Furthermore, native support for third-party controllers was achieved through the Game Controller framework, and advanced controller features like touchpads and adaptive triggers could be connected using existing implementations. Considering that Mac laptops come with trackpads, options like aim toggles and middle-mouse button input replacements were designed to be automatically detected and enabled.
One particularly standout feature is the HDR implementation. Usually, to properly enjoy HDR in a game, you have to manually adjust values in a calibration screen. The Mac version of 'Cyberpunk 2077' fully automated this process using Apple’s Extended Dynamic Range (EDR) API. This method queries the display's maximum EDR value in real-time and reflects it in the tone mapper, ensuring the best possible HDR output is always applied automatically, even if display performance or ambient conditions change. For displays with sufficient EDR headroom, like Apple’s XDR displays, the game is set to enable HDR automatically, so players don't need to touch the settings.
Night City’s soundscape was originally designed for spatial audio. The team utilized Apple’s Spatial Audio API to implement head-tracking-based spatial audio for AirPods. The audio middleware implements Apple’s Spatial Audio API via AVAudioEngine, enabling the `listenerHeadTrackingEnabled` property. Without any extra settings, connecting AirPods allows the game to automatically provide an immersive spatial audio experience.
As the game was already released, cross-save functionality was also implemented. The Mac version supports save file synchronization via iCloud Drive. This is combined with their own cross-progression system, allowing players to continue games started on PC or console on Mac, and vice versa.
🏁 A Milestone Port: Could This Be a Turning Point?

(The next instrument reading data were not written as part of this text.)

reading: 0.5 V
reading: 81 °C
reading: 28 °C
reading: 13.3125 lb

'Cyberpunk 2077: Ultimate Edition' was named 'Mac Game of the Year' at the 2025 Apple App Store Awards. App Store user reviews were also favorable. In closing the presentation, Paweł Sasko shared his thoughts: "Ultimately, what matters is not how much effort we put in, but what kind of result we leave for our players."
The WWDC26 Cyberpunk 2077 session had many interesting elements. By revealing the entire porting process as a methodology—from preliminary analysis via the Game Porting Toolkit and building a shader pipeline using the Metal Shader Converter to the combination of MetalFX and DRS and the 'For this Mac' preset system—it provided a concrete guide and milestone that other developers can reference.

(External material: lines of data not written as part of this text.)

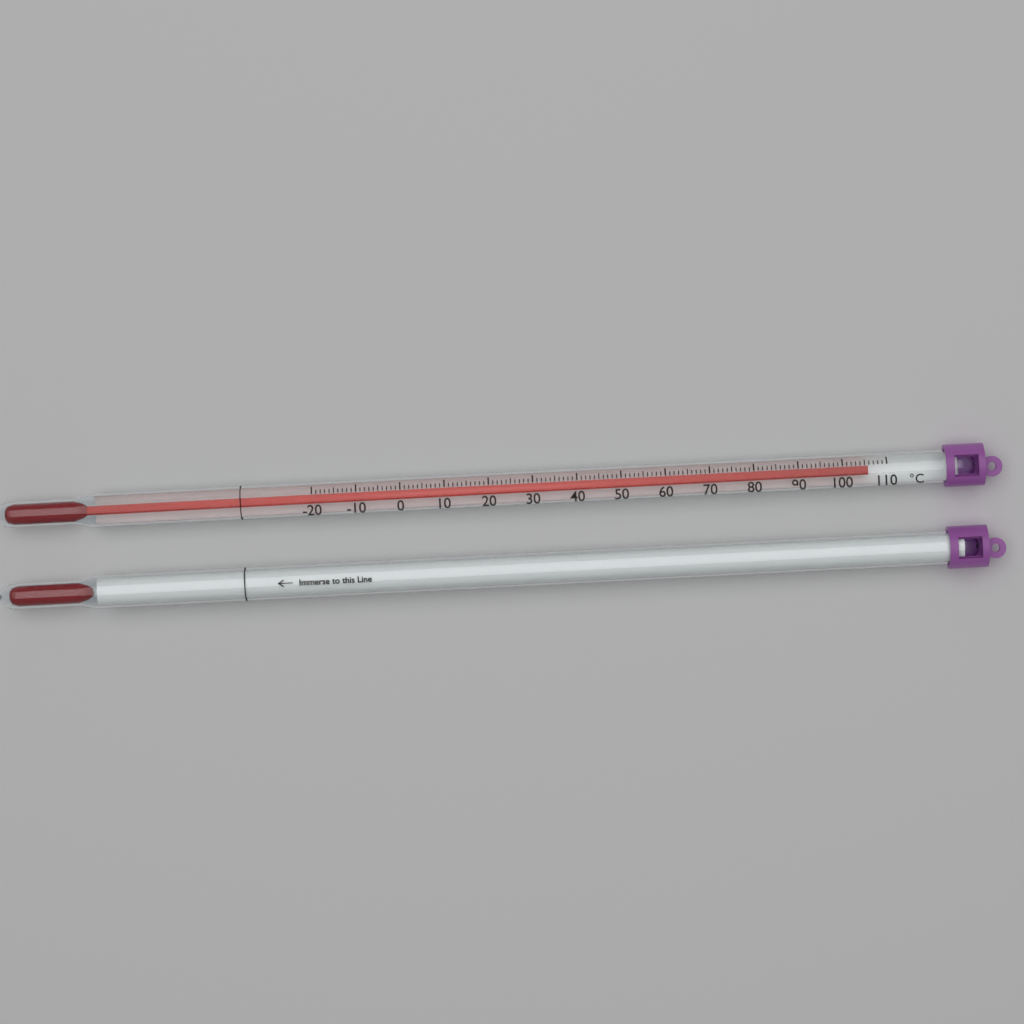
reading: 106 °C
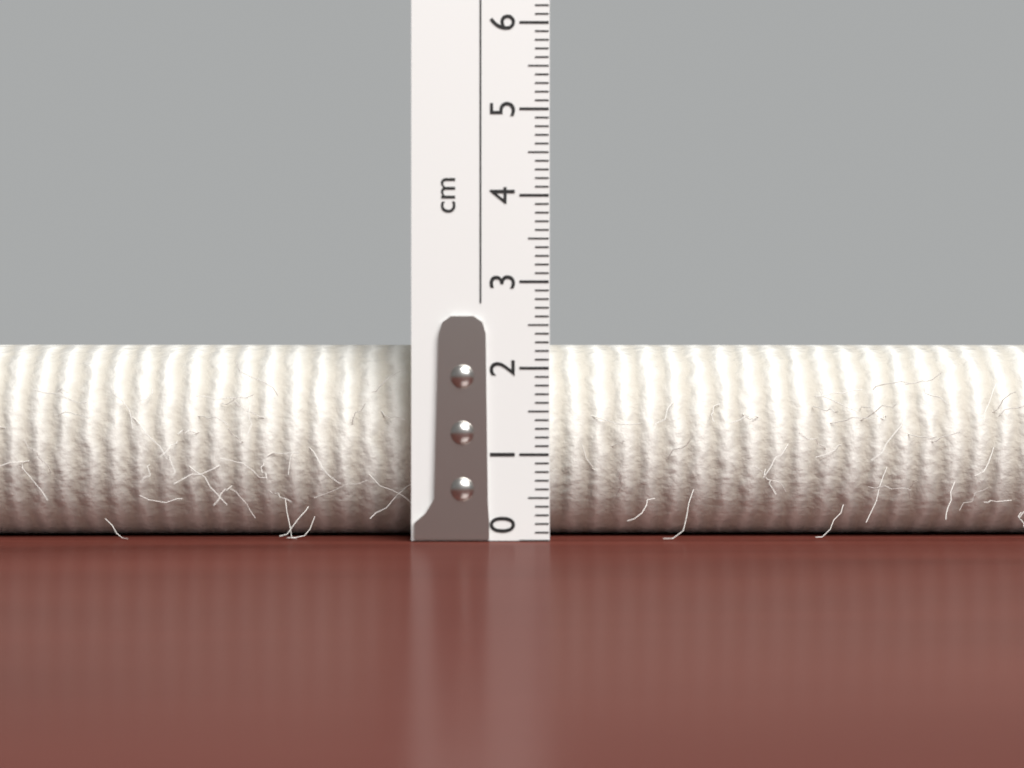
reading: 2.3 cm
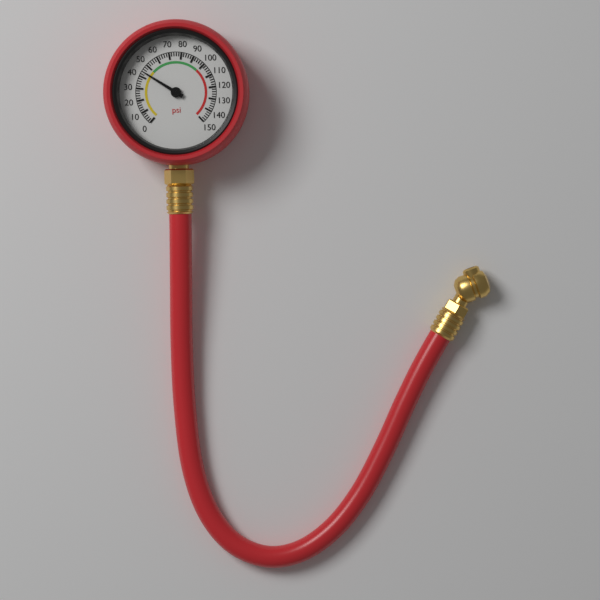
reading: 44 psi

Apple presenter and engineer Garrett Austin also encouraged developers at the end of the session, saying, "I hope you check how your games run on macOS in the Game Porting Toolkit evaluation environment. You can get started quickly without writing any code." He also briefly introduced 'Game Porting Toolkit 4,' which includes new agentic coding features.
The case of 'Cyberpunk 2077' was less about benchmark numbers and more about proving, through an actual commercial game, that Apple Silicon has matured into hardware capable of handling AAA titles. Games that required high specs on PC, such as Resident Evil, Crimson Desert, Lies of P, and Wuthering Waves, are already running in the Apple Silicon ecosystem.

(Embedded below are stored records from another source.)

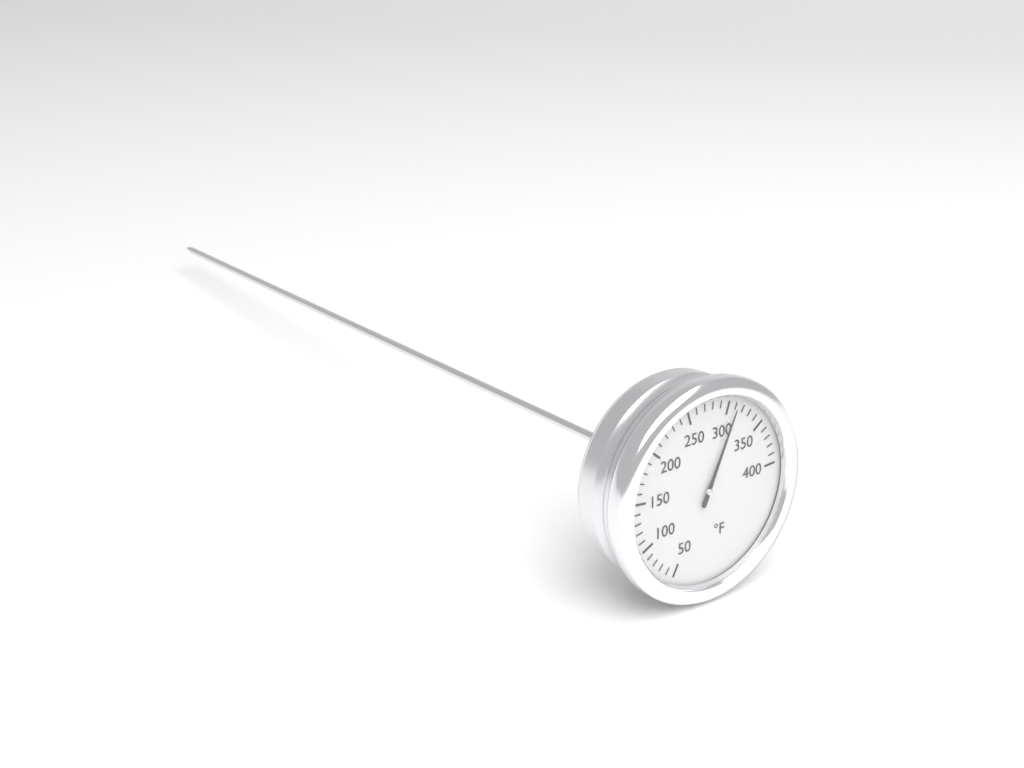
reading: 310 °F
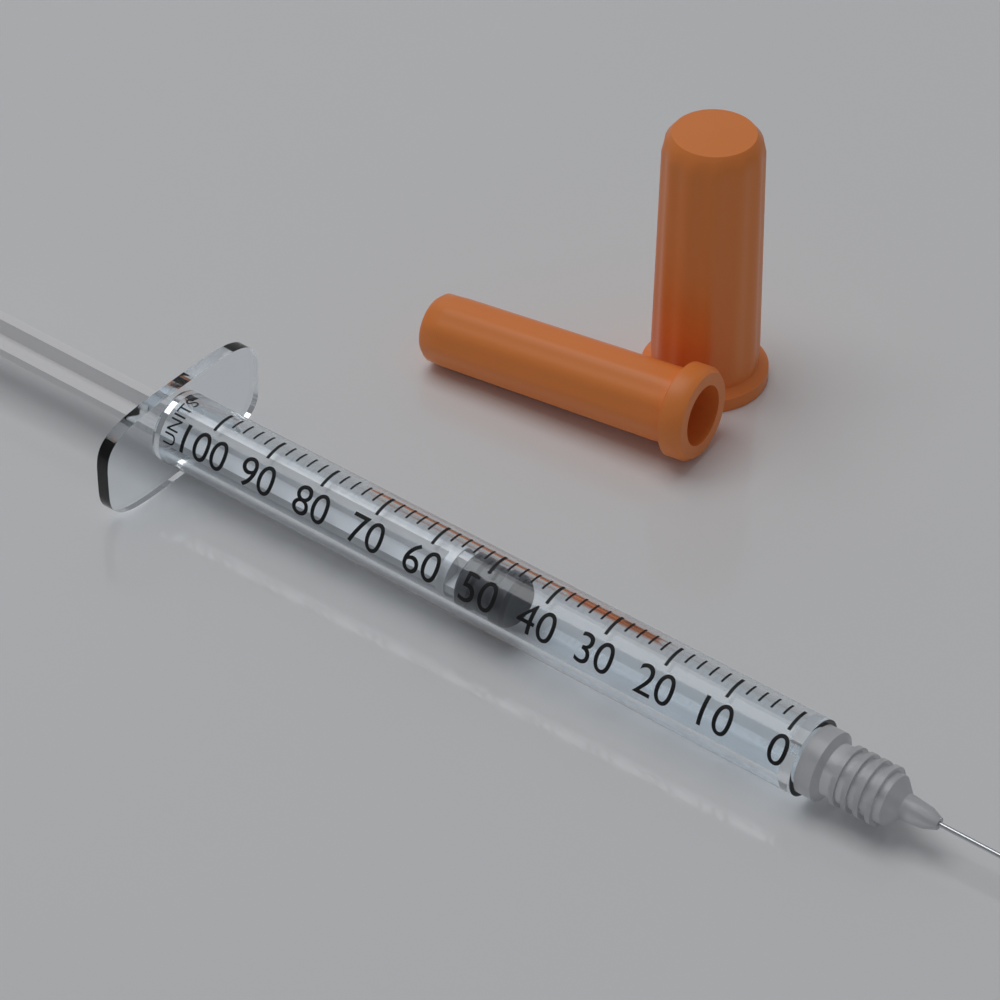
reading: 46 units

Personally, I found this presentation by Apple and CD PROJEKT RED quite interesting. By introducing not just simple methods but concrete examples applied to a game alongside the developers, it serves as a milestone and guide that developers considering Mac expansion or porting can study. I hope this presentation becomes a real turning point that encourages many more developers to take on the challenge of game development for macOS.